These are the blazing days of summer, sunfire burning away all taste for work until there is nothing left but the ash of lassitude, and while I probably have some extra time in the next two weeks, I don't want to commit myself to any sort of highly involved work for the fortnightly book. So I've been giving some thought about what to do.
A few years back, MrsD had a readalong Louis Hémon's classic about French Canada, Maria Chapdelaine, in the original French (her reflection post here). I read along at the time, although I lagged behind enough not to be able to do any serious participation. But not too long after that I happened to pick up the best-known English translation, by William H. Blake, and it has been sitting in one of my bookpiles ever since. So Maria Chapdelaine in Blake's English translation will be the next book.

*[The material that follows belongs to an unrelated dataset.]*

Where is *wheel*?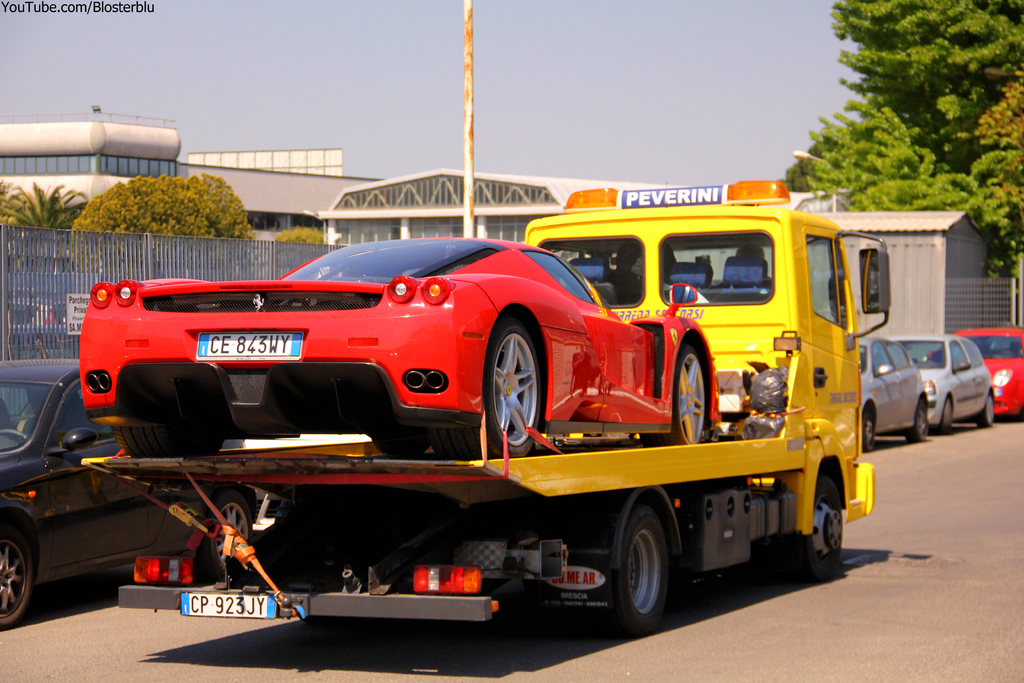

Louis Hémon did not have a spectacular life, nor did he have an extensive acquaintance with Canada. He was a French journalist; he had wanted to go into diplomatic service in the Far East, and had trained for that, but the French diplomatic service wanted to send him to Algeria, and that's the only reason he went into journalism. In that career he spent some time in London, and did reasonably well for some years, but eventually became bored and restless, and went to Québec because he had heard that employment was good there. His entire time in Canada would be less than two years. During the time he was working out the ideas for Maria Chapdelaine he was doing odd jobs on farms and, for a while, helped with laying track for the railroad. He sent the manuscript off to his sister in France to see if she could get it serialized. She did in fact -- it was published in 1914. But Hémon never knew that because he was run over by a train in July of 1913 at the age of thirty-two. (Nobody knew who he was, and they were only able to identify his body because he happened to be carrying a postal receipt at the time.) Maria Chapdelaine became quite popular, but most editions have been based on the published version, not the manuscript, and the published versions had been helpfully edited by the French editors to make the French more French (a true reporter, Hémon had filled much of his text with Quebecoisisms, or whatever the appropriate word for specifically the phrases and expressions of the Québécois). This includes Blake's 1921 translation. Such is the long reach of the editorial hand.
But it's the story itself that seems to have caught the interest of so many over so many years, about the young woman, Maria Chapdelaine, living on the frontier and faced with a choice among three suitors who represent three very different directions for French Canada, and thus three very different futures.